Erasmus Quellinus I or Erasmus Quellinus the Elder (alternate names: Erasmus Quellinck, Erasme Quellin (I)) (Sint-Truiden, 1584 - Antwerp, 22 January 1640) was a Flemish sculptor best known for classically inspired ornamentation work and copies after the antique. He was the founder of an important Antwerp dynasty of artists.

Details of his early life and training have not survived. He became master of the Antwerp Guild of Saint Luke in 1606. He married Betje van Uden, the sister of the painter Lucas van Uden. The couple had three sons: Erasmus, who would become a painter and engraver, Artus, who would follow in his father’s footsteps and become a sculptor, and Hubertus, who became an engraver and painter. His daughter Cornelia Quellinus married his pupil, the sculptor Pieter Verbrugghen the Elder.

He was the teacher of Pieter Verbrugghen the Elder, Melchior Charles, Wallerant Vaillant, Joos Sterck (1607); Rombout Claes (1609), Melchior van der Lanen (1612), Hans Franscoys (1614), Hans Bernaert (or Beernart) (1615) and Christoffel de la Fontaine (1633–34).

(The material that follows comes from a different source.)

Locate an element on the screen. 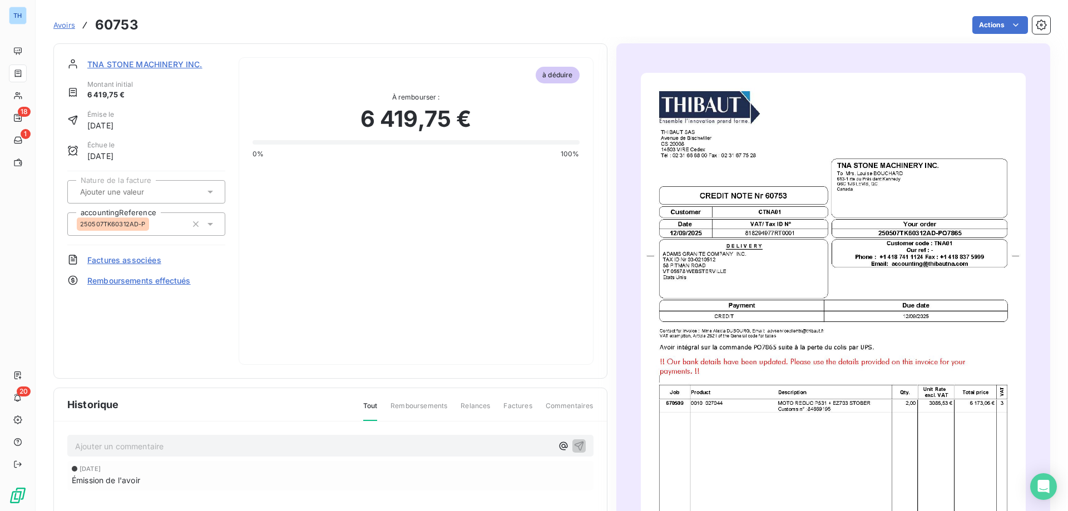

His work is not well known since only a few of his works have survived. Erasmus is primarily known as a sculptor who drew inspiration from antiquity. He worked in the late Renaissance style although his later work shows a development towards early Baroque. The bulk of his commissions consisted of the renovation and replacement of church furniture that had been destroyed during the iconoclastic troubles of the 16th century. Besides decorative work, he is known to have made individual statues, none of which have survived.